Via Minnesota Environmental Partnership

(Saint Paul, Minn.) – The Minnesota Department of Natural Resources (DNR) released the Permit to Mine for the PolyMet open-pit sulfide mining project in Northeastern Minnesota. The PolyMet Sulfide Mine poses a direct threat to Lake Superior and communities downstream, including the Fond du Lac Reservation. Sulfide mining is different from taconite mining, and no mine of this type has operated and closed without pollution to nearby lakes, streams, or groundwater.

The PolyMet mining plan is based on flawed science, and poses the risk of catastrophic failure. The mine will require continuous water treatment of the waste hundreds of years after the mine closes, even though PolyMet only plans to operate the mine for 20 years.

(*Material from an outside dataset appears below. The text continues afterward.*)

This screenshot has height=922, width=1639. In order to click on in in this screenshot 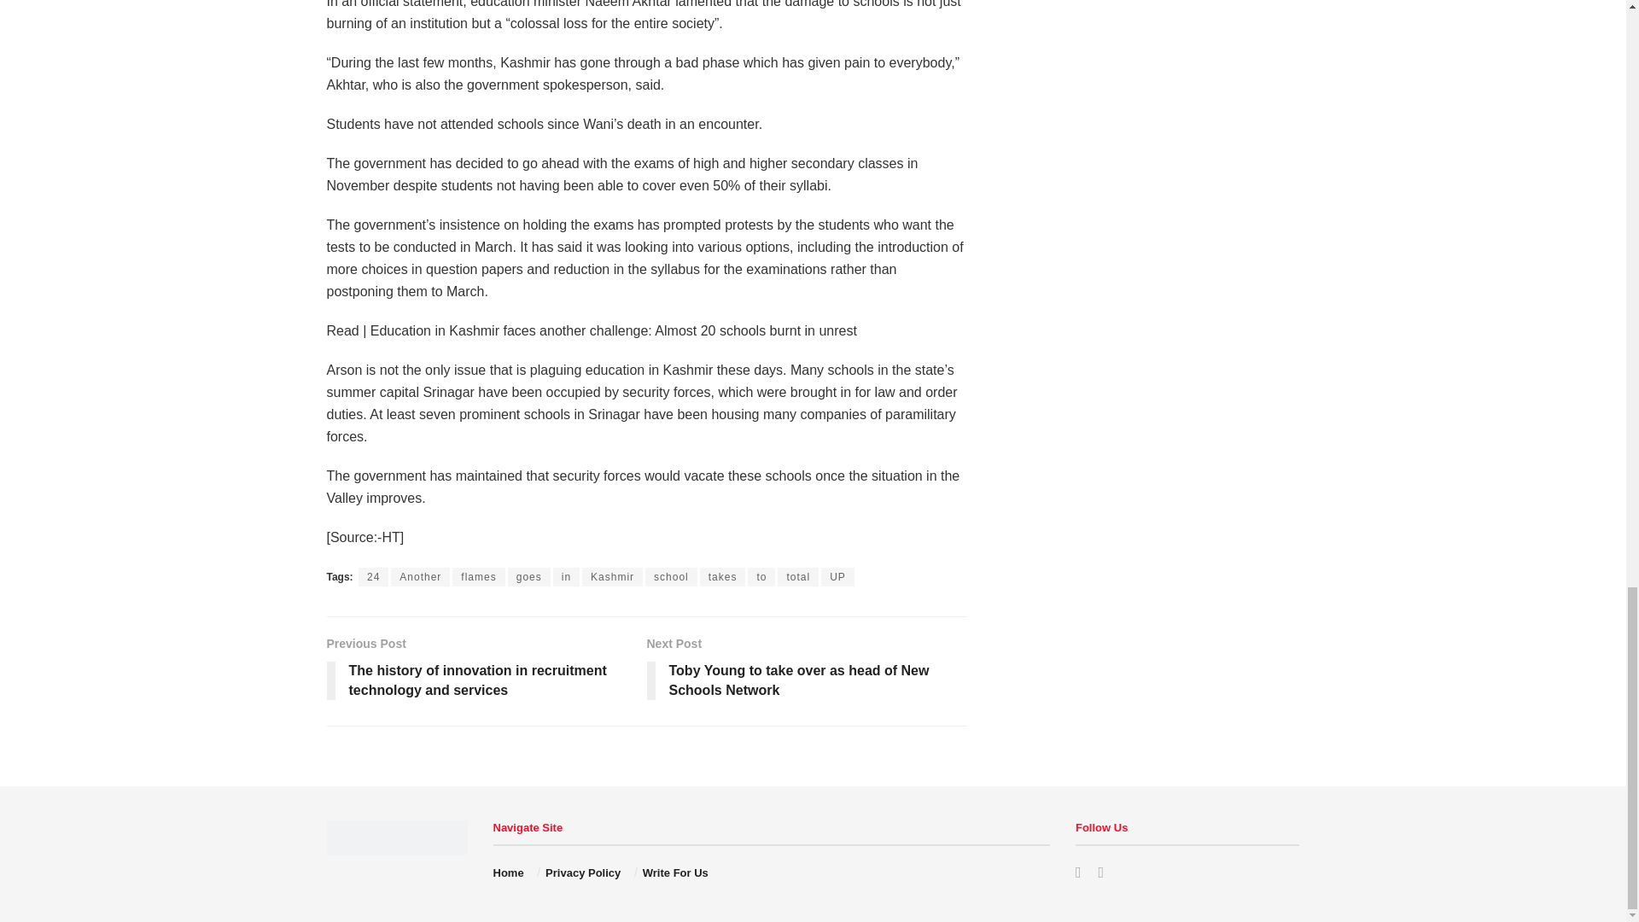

The plan includes reusing a forty year old, leaky dam and storing sulfide mine waste on top of an unstable foundation of old taconite mine waste. If this dam were to fail, mine waste would contaminate the St. Louis River, impacting thousands of people who depend on this water and potentially polluting Lake Superior.

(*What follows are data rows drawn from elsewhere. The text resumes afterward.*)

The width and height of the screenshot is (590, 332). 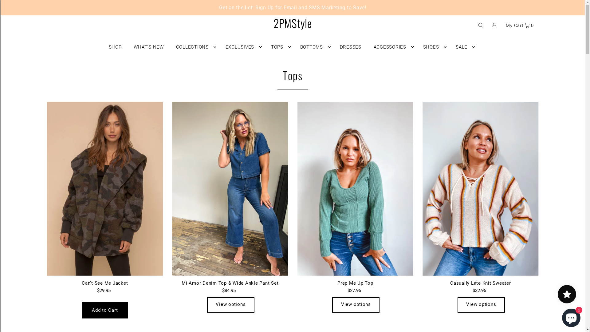 What do you see at coordinates (464, 47) in the screenshot?
I see `SALE` at bounding box center [464, 47].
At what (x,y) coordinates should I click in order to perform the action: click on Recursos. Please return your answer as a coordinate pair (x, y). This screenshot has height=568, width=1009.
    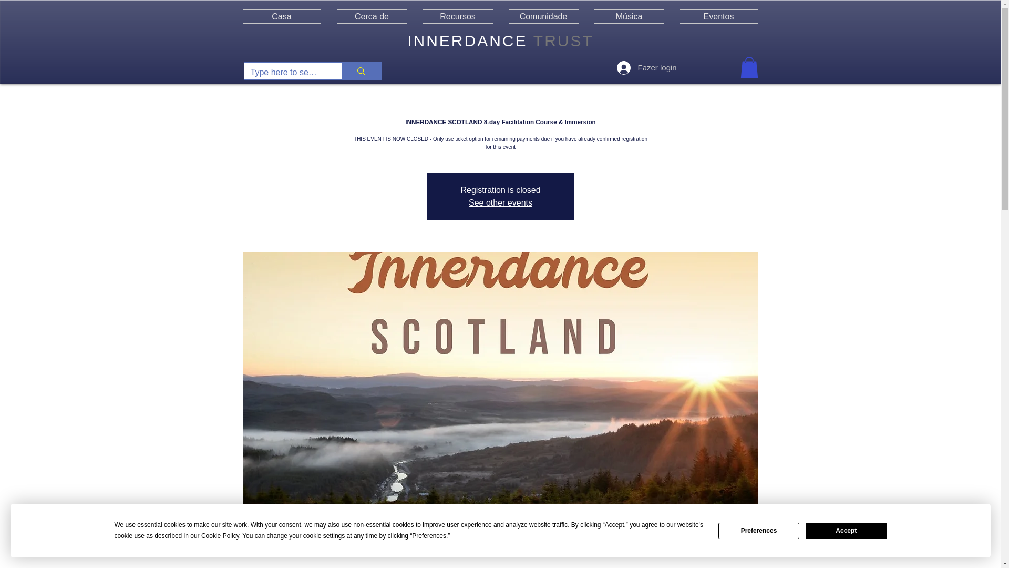
    Looking at the image, I should click on (457, 17).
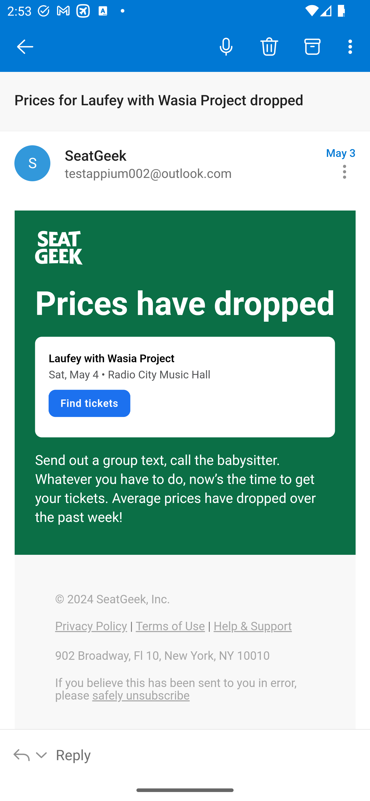 This screenshot has height=801, width=370. I want to click on safely unsubscribe, so click(141, 696).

According to a non-partisan poll produced by the Minnesota Environmental Partnership in 2017, 72% of Minnesotans are concerned about runoff from mines threatening to pollute the Boundary Waters and Lake Superior. In the same poll, respondents were asked if they were in favor of or opposed to sulfide mining. 52% reported they were opposed to sulfide mining.1

Below is a statement from Minnesota Environmental Partnership’s executive director Steve Morse on the release of the Permit to Mine:

“This would be Minnesota’s first ever sulfide mining project, and no mine of this type has operated and closed without polluting local waters with acid-mine drainage. This plan relies on outdated technology and a flawed tailings basin. The long-term risks to the safety and health of downstream communities and Lake Superior far outweigh the short-term benefits; the mine will only be operational for 20 years, but will need active water treatment plants for hundreds of years after it closes.”